Now, clearly there were programs and even media guides published before 1946, even by the White Sox themselves. However, those were often (always?) Spring Training and/or player rosters-only. The guide, written by Marsh Samuel and running 17 pages, actually just triggered a deeper, more interesting story ... that the White Sox were once forerunners of the metrics revolution!

According to researcher Alan Kornspan at Cleveland State, beginning in 1946 and following in the footsteps of some other innovative figures (Branch Rickey, for one), Samuel began tracking advanced statistics, likely of his own creation but resembling some of what we see in the metrics world today. Cleveland owner Bill Veeck got wind of what Samuel was doing — and hired him away.

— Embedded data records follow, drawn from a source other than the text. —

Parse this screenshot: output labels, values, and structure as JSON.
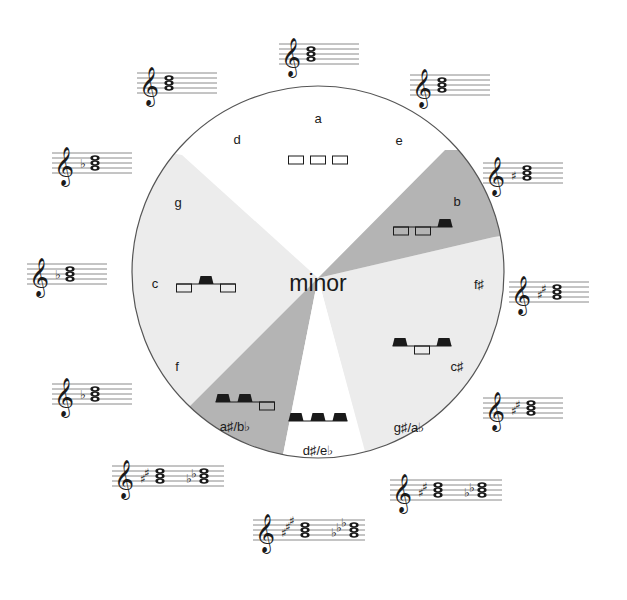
{
  "title": "minor",
  "colors": {
    "circle_stroke": "#555555",
    "light_wedge": "#ececec",
    "dark_wedge": "#b5b5b5",
    "white_wedge": "#ffffff",
    "staff_line": "#8a8a8a",
    "ink": "#1a1a1a"
  },
  "keys": [
    {
      "name": "a",
      "x": 318,
      "y": 118
    },
    {
      "name": "e",
      "x": 399,
      "y": 140
    },
    {
      "name": "b",
      "x": 457,
      "y": 201
    },
    {
      "name": "f♯",
      "x": 479,
      "y": 284
    },
    {
      "name": "c♯",
      "x": 457,
      "y": 366
    },
    {
      "name": "g♯/a♭",
      "x": 409,
      "y": 427
    },
    {
      "name": "d♯/e♭",
      "x": 318,
      "y": 450
    },
    {
      "name": "a♯/b♭",
      "x": 235,
      "y": 426
    },
    {
      "name": "f",
      "x": 177,
      "y": 366
    },
    {
      "name": "c",
      "x": 155,
      "y": 283
    },
    {
      "name": "g",
      "x": 178,
      "y": 202
    },
    {
      "name": "d",
      "x": 237,
      "y": 139
    }
  ],
  "key_patterns": [
    {
      "id": "a",
      "keys": [
        "white",
        "white",
        "white"
      ],
      "x": 318,
      "y": 156
    },
    {
      "id": "b",
      "keys": [
        "white",
        "white",
        "black"
      ],
      "x": 423,
      "y": 227
    },
    {
      "id": "c",
      "keys": [
        "white",
        "black",
        "white"
      ],
      "x": 206,
      "y": 284
    },
    {
      "id": "c-sharp",
      "keys": [
        "black",
        "white",
        "black"
      ],
      "x": 422,
      "y": 346
    },
    {
      "id": "a-sharp",
      "keys": [
        "black",
        "black",
        "white"
      ],
      "x": 245,
      "y": 402
    },
    {
      "id": "d-sharp",
      "keys": [
        "black",
        "black",
        "black"
      ],
      "x": 318,
      "y": 421
    }
  ],
  "staves": [
    {
      "id": "a-minor",
      "chord": "A C E",
      "accidentals": [],
      "x": 287,
      "y": 44
    },
    {
      "id": "e-minor",
      "chord": "E G B",
      "accidentals": [],
      "x": 418,
      "y": 75
    },
    {
      "id": "b-minor",
      "chord": "B D F♯",
      "accidentals": [
        "♯"
      ],
      "x": 491,
      "y": 163
    },
    {
      "id": "f-sharp-minor",
      "chord": "F♯ A C♯",
      "accidentals": [
        "♯",
        "♯"
      ],
      "x": 517,
      "y": 282
    },
    {
      "id": "c-sharp-minor",
      "chord": "C♯ E G♯",
      "accidentals": [
        "♯",
        "♯"
      ],
      "x": 491,
      "y": 398
    },
    {
      "id": "g-sharp-minor",
      "chord": "G♯ B D♯ / A♭ C♭ E♭",
      "accidentals": [
        "♯",
        "♯",
        "♭",
        "♭"
      ],
      "x": 398,
      "y": 480
    },
    {
      "id": "d-sharp-minor",
      "chord": "D♯ F♯ A♯ / E♭ G♭ B♭",
      "accidentals": [
        "♯",
        "♯",
        "♯",
        "♭",
        "♭",
        "♭"
      ],
      "x": 261,
      "y": 520
    },
    {
      "id": "a-sharp-minor",
      "chord": "A♯ C♯ E♯ / B♭ D♭ F",
      "accidentals": [
        "♯",
        "♯",
        "♭",
        "♭"
      ],
      "x": 120,
      "y": 466
    },
    {
      "id": "f-minor",
      "chord": "F A♭ C",
      "accidentals": [
        "♭"
      ],
      "x": 60,
      "y": 384
    },
    {
      "id": "c-minor",
      "chord": "C E♭ G",
      "accidentals": [
        "♭"
      ],
      "x": 35,
      "y": 264
    },
    {
      "id": "g-minor",
      "chord": "G B♭ D",
      "accidentals": [
        "♭"
      ],
      "x": 60,
      "y": 153
    },
    {
      "id": "d-minor",
      "chord": "D F A",
      "accidentals": [],
      "x": 145,
      "y": 73
    }
  ]
}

At that point, Sox successor Ward Stevens took the reins and continued the work, which was still merely siloed in the P.R. department — not player evaluation. However, once Frank Lane was hired as G.M. he added Earl Flora as both publicity director but also statistician. Lane’s pet stat, tracked as a child rooting for the Cincinnati Reds, was RBI with RISP. Under Lane’s direction, Flora started tracking reach percentage (i.e. on-base percentage), base runs (both bases advanced by runners, as well as bases a batter’s hit moved runners) and GWRBI. In fact, Lane felt so strongly that RBIs were an overblown stat that he created his own offshoot: OBR (opportunities to bat in runs), the percentage of time batters drove in RISP.

Flora eventually returned to sports editing, to be replaced by future White Sox G.M. Ed Short, a tireless worker who drove statistical analysis on the South Side to new heights.